> **WHAT YOU HAVE TO DO**:
Take the lines from the line containing "Locate an element on the screen. This" through the end of the entries and output them exactly, with no pictures and nothing more.

RECORDS FOR THIS EXERCISE: Begin

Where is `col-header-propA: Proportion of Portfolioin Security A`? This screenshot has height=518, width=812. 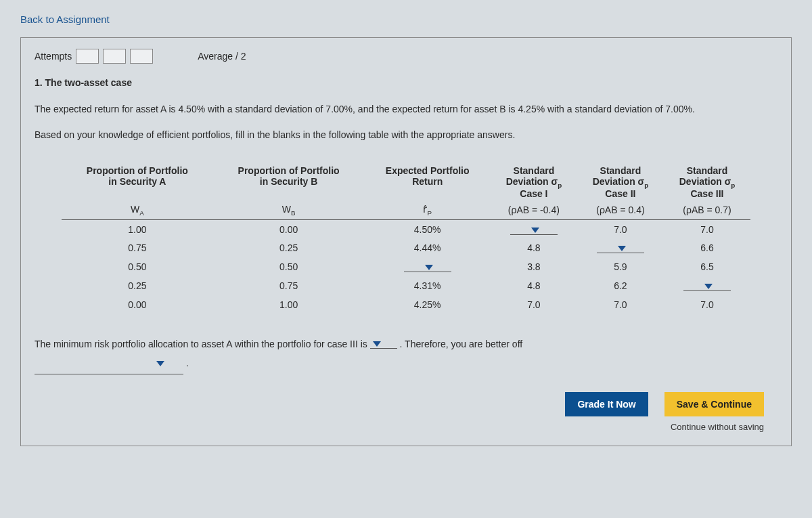
col-header-propA: Proportion of Portfolioin Security A is located at coordinates (137, 183).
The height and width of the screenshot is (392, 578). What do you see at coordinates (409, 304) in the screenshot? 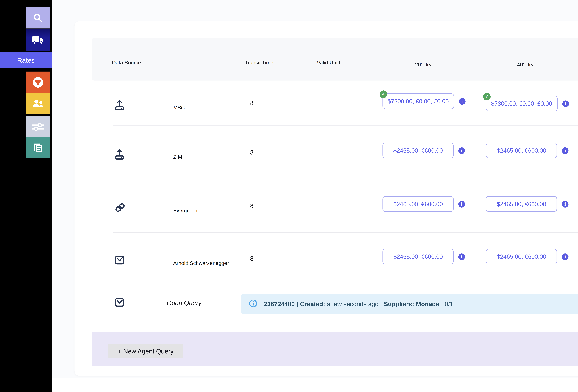
I see `open-query-banner: 236724480|Created:a few seconds ago|Supp…` at bounding box center [409, 304].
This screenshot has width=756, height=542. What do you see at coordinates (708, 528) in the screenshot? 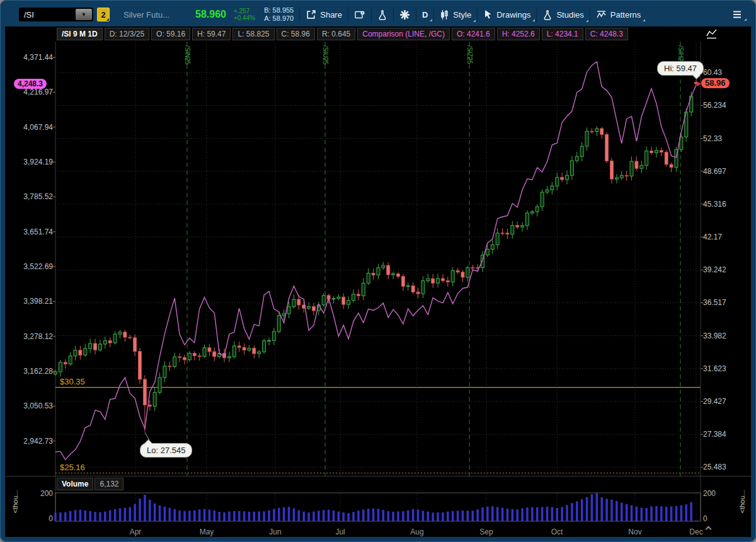
I see `expand-caret-icon` at bounding box center [708, 528].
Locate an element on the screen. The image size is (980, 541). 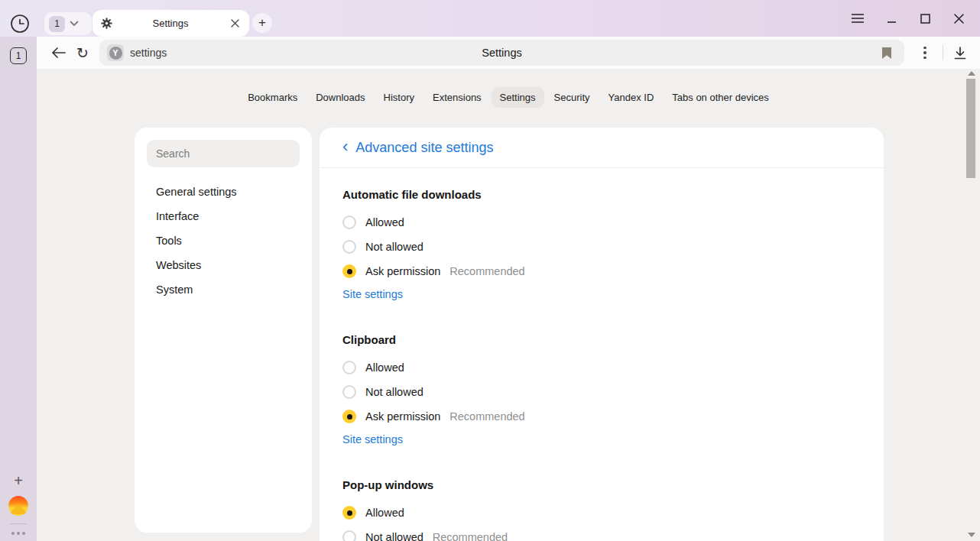
section-title: Pop-up windows is located at coordinates (602, 484).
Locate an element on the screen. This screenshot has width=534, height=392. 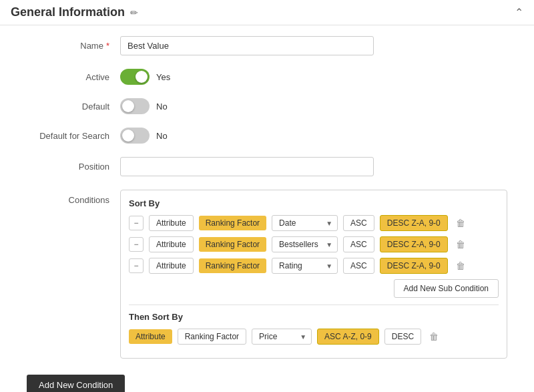
collapse-row-btn-2: − is located at coordinates (136, 244).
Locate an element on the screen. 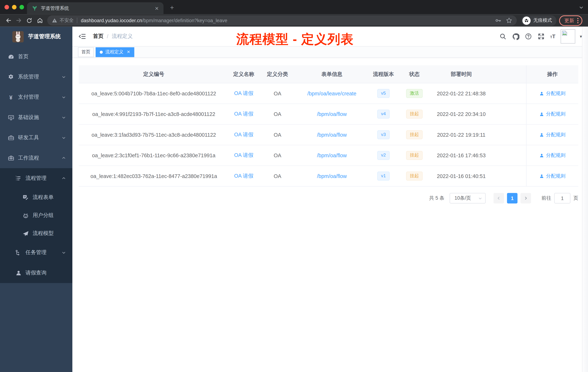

RECORDS FOR THIS EXERCISE: End

> **EXPECTED ANSWER**:
Locate an element on the screen. This screenshot has width=534, height=392. 
collapse-row-btn-2: − is located at coordinates (136, 244).
Locate an element on the screen. 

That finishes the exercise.